What a harried month! The Finns, the English, the Scots-Irish, the Americans, the Germans! No wonder my head spins. I need to get everything I collected this month filed and put away pronto. Perhaps then I can get back to the focused research tool that works for me, the laser, not the shotgun.
Getting Ready
Soon we will travel to Salt Lake City to visit the LDS genealogy library for three days, and we want to make the most of our time there. No using the online catalog or other online resources when that can be done ahead of time from home. I have a long list of Finnish records—microfilm and books—to view when I arrive. In case I run out of Finnish research before my time is up, I also plan to take a research plan for my Reed family in colonial New Jersey and Pennsylvania.
I want my husband to be able to use his time efficiently, too. He does not have the preparation time that I do, so I decided to lend him a hand. He has expressed curiosity about his German ancestor Catharina Woermann, and I looked at our database to see what information we still need about her. I put together what I thought looked like a days’ worth of work. He looked at it, and then to my surprise, he said he had already collected most of the information I thought he needed.
Sure enough, he pulled out a large file folder stuffed full of primary sources on Catharina Woermann’s family including baptism records, marriage records, and death certificates. I have spent all week analyzing them and doing the data input. Turns out, he views Catharina as one of those “brick wall” people because he knows nothing about her origins in Hanover.
Now, how can I help him with this?
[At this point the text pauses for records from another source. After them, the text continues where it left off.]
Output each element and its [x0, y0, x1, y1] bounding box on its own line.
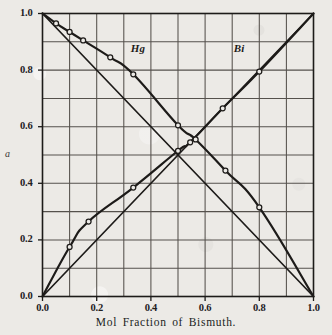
- y-tick-label: 0.6: [7, 120, 33, 131]
- y-tick-label: 1.0: [7, 7, 33, 18]
- series-label-bi: Bi: [234, 42, 245, 54]
- data-point-marker: [188, 140, 193, 145]
- data-point-marker: [67, 29, 72, 34]
- series-label-hg: Hg: [131, 42, 146, 54]
- data-point-marker: [176, 148, 181, 153]
- x-tick-label: 0.4: [136, 302, 166, 313]
- y-tick-label: 0.4: [7, 177, 33, 188]
- data-point-marker: [131, 72, 136, 77]
- x-axis-title: Mol Fraction of Bismuth.: [0, 316, 332, 328]
- plot-canvas: [0, 0, 332, 335]
- x-tick-label: 0.2: [82, 302, 112, 313]
- data-point-marker: [108, 55, 113, 60]
- x-tick-label: 0.8: [244, 302, 274, 313]
- data-point-marker: [223, 168, 228, 173]
- data-point-marker: [257, 205, 262, 210]
- data-point-marker: [54, 21, 59, 26]
- y-tick-label: 0.0: [7, 290, 33, 301]
- data-point-markers: [54, 21, 262, 250]
- data-point-marker: [257, 69, 262, 74]
- data-point-marker: [67, 244, 72, 249]
- x-tick-label: 1.0: [299, 302, 329, 313]
- x-tick-label: 0.6: [190, 302, 220, 313]
- data-point-marker: [220, 106, 225, 111]
- data-point-marker: [81, 38, 86, 43]
- y-tick-label: 0.2: [7, 233, 33, 244]
- data-point-marker: [193, 137, 198, 142]
- data-point-marker: [176, 123, 181, 128]
- data-point-marker: [131, 185, 136, 190]
- y-tick-label: 0.8: [7, 64, 33, 75]
- x-tick-label: 0.0: [28, 302, 58, 313]
- y-axis-title: a: [5, 148, 10, 159]
- chart-figure: 0.00.20.40.60.81.0 0.00.20.40.60.81.0 a …: [0, 0, 332, 335]
- data-point-marker: [86, 219, 91, 224]
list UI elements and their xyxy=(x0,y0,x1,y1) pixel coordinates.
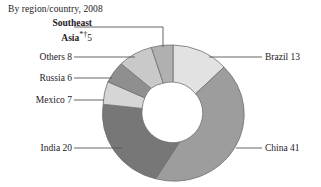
slice-label-india: India 20 xyxy=(0,143,72,154)
slice-label-others: Others 8 xyxy=(0,52,72,63)
donut-chart-figure: By region/country, 2008 xyxy=(0,0,321,187)
slice-label-southeast-asia-word: Asia xyxy=(61,33,79,43)
slice-label-southeast-asia-line1: Southeast xyxy=(0,18,92,29)
slice-label-southeast-asia-value: 5 xyxy=(87,33,92,43)
slice-label-southeast-asia-line2: Asia*†5 xyxy=(0,29,92,44)
slice-label-brazil: Brazil 13 xyxy=(265,52,300,63)
slice-label-china: China 41 xyxy=(265,143,300,154)
slice-label-mexico: Mexico 7 xyxy=(0,95,72,106)
donut-slices xyxy=(102,45,244,181)
slice-label-southeast-asia: Southeast Asia*†5 xyxy=(0,18,92,44)
slice-label-russia: Russia 6 xyxy=(0,73,72,84)
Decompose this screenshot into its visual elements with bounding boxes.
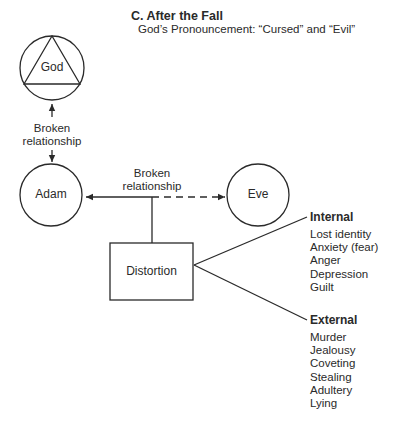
list-item: Murder xyxy=(310,331,355,344)
external-heading: External xyxy=(310,313,357,327)
internal-heading: Internal xyxy=(310,210,353,224)
relationship-line2: relationship xyxy=(12,135,92,148)
list-item: Lying xyxy=(310,397,355,410)
list-item: Guilt xyxy=(310,281,378,294)
list-item: Depression xyxy=(310,268,378,281)
list-item: Coveting xyxy=(310,357,355,370)
branch-line-external xyxy=(194,265,307,320)
branch-line-internal xyxy=(194,217,307,265)
adam-label: Adam xyxy=(21,188,81,201)
adam-eve-relationship-label: Broken relationship xyxy=(112,167,192,193)
eve-label: Eve xyxy=(228,188,288,201)
list-item: Anger xyxy=(310,254,378,267)
external-list: Murder Jealousy Coveting Stealing Adulte… xyxy=(310,331,355,410)
internal-list: Lost identity Anxiety (fear) Anger Depre… xyxy=(310,228,378,294)
god-adam-relationship-label: Broken relationship xyxy=(12,122,92,148)
list-item: Lost identity xyxy=(310,228,378,241)
relationship-line1: Broken xyxy=(112,167,192,180)
list-item: Anxiety (fear) xyxy=(310,241,378,254)
list-item: Stealing xyxy=(310,371,355,384)
list-item: Jealousy xyxy=(310,344,355,357)
relationship-line2: relationship xyxy=(112,180,192,193)
relationship-line1: Broken xyxy=(12,122,92,135)
distortion-label: Distortion xyxy=(110,265,193,278)
god-label: God xyxy=(22,61,82,74)
list-item: Adultery xyxy=(310,384,355,397)
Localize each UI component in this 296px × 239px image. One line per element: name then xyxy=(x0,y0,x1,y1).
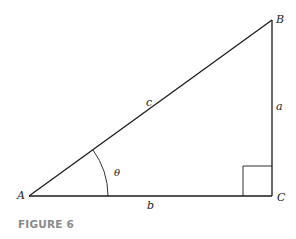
side-label-b: b xyxy=(147,200,154,211)
vertex-label-a: A xyxy=(17,190,25,201)
angle-label-theta: θ xyxy=(114,168,120,178)
angle-theta-arc xyxy=(93,150,108,196)
side-label-c: c xyxy=(146,97,152,108)
figure-caption: FIGURE 6 xyxy=(18,218,74,230)
right-triangle-figure: A B C c a b θ FIGURE 6 xyxy=(0,0,296,239)
side-label-a: a xyxy=(276,101,283,112)
vertex-label-c: C xyxy=(277,192,285,203)
vertex-label-b: B xyxy=(276,14,284,25)
right-angle-marker xyxy=(243,166,272,196)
I did determine that he needs a few more American documents, and he could look for those in Salt Lake. A death record for Catharina. Additional information on her daughters, Elizabeth and Anna. I am preparing a list.
Beyond that, Catharina’s St. Louis marriage record gives us the name of her father, Gerhard. My husband has no information about him or any of his other children in either the U.S. or Hanover. It seems like a vague place to start, but one of the papers in the folder did mention the name of a Hanover village. With a name and a place, he might be able to pick up this line and move ahead a bit with his research. At least he is ready now.